You want a player to find who they are and then add that to your mix. I think that finding a player and then shaping them into what you need based on their perceived current and future importance is an imperfect way of developing long term solutions. James Ryan, for example, has had the least effective stretch of his young career over the last year due to what I feel is a role crisis. He’s plainly one of Leinster’s and Ireland’s most important players so I guess the thinking is why shouldn’t he take on the physical, mental and role load needed to be Ireland’s primary tighthead lock while he’s at it? It isn’t a case of “just switch sides in the scrum” because Ryan scrummaged behind Tadhg Furlong for much of 2017/18. In continuing that role, Ryan has, as a natural consequence, decided to take on more muscle mass and KG.

Some of this would happen anyway. Ryan was around 112KG during his first season which would be considered quite light for a modern-day lock. He needed a bit extra but every KG of muscle mass has a benefit and a resulting drawback. Finding that balance is key to defining your role set as a player.

Some guys are better suited to running that bit lighter, despite the perceived wisdom of what they should weigh in a certain position. It’s a generally held idea that the taller you are, the more weight you can comfortably put on your frame.
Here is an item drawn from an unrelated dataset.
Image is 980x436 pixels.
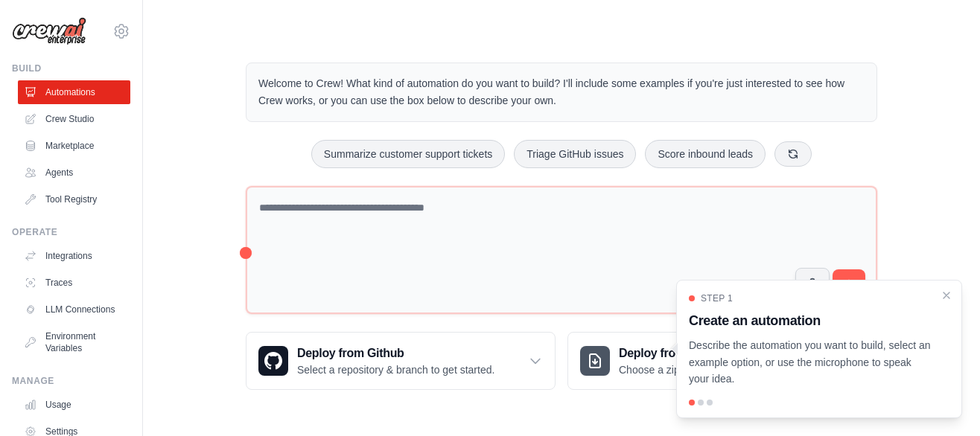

For a tighthead lock, there’s a distinct advantage to playing heavy – that is to say, in and around 120KG. Jean Kleyn, for example, is 6’8″ and can comfortably play at that size. Quinn Roux is 6’6″ and plays north of 120KG. Both would be pretty typical “tighthead lock” role players. If the plan is to get James Ryan closer to 120KG – he’s listed at 116KG right now – I’d wonder about his future effectiveness.

A heavy tighthead lock effectively sending his mass through his tighthead prop tends to pay off sooner or later in the modern game. It doesn’t lead to instant scrum penalties – not usually anyway – but it does drain the calories the opposition in a way that only truly pays off later in games. For me, James Ryan was at his very best when he was hitting 10 plus dynamic ball carries per game while being an impact defender and a secondary lineout jumper with the capacity to “afford” tighthead scrummaging/maul projection if needed. The more mass Ryan puts on to maximise the “tighter” roles required in a post Toner world at Leinster, I think you naturally have to scale back his role set elsewhere.

The James Ryan of 2018 was a lighter and more mobile player than James Ryan in 2020 but that is to be expected, in some ways. Players will throw on more KG as they age – that comes as standard for most players in most positions but especially so in the second row. If Ryan was playing like a drain, it’d be easy to spot but it’s far from that. He’s still a very, very good player, albeit going through a bit of a dip in my opinion, but my concern is that in the rush to nail down a role commensurate with his explosive debut year, we might have started shaping him into what we needed him to be provincially and nationally, rather than what he could have been if left to develop without the pressure of being a Future Irish Captain™ and the heir to the totemic throne left by Paul O’Connell in 2015.

Will we look back at James Ryan’s 2019/20 as a blip on the way to becoming a cornerstone 100+ cap, multi-test Lion? Or will we look at it as a career that never quite lived up to the glorious opening chapter? I think we’re a few years away from looking at back at either outcome as being the inevitable product of the decisions of Now.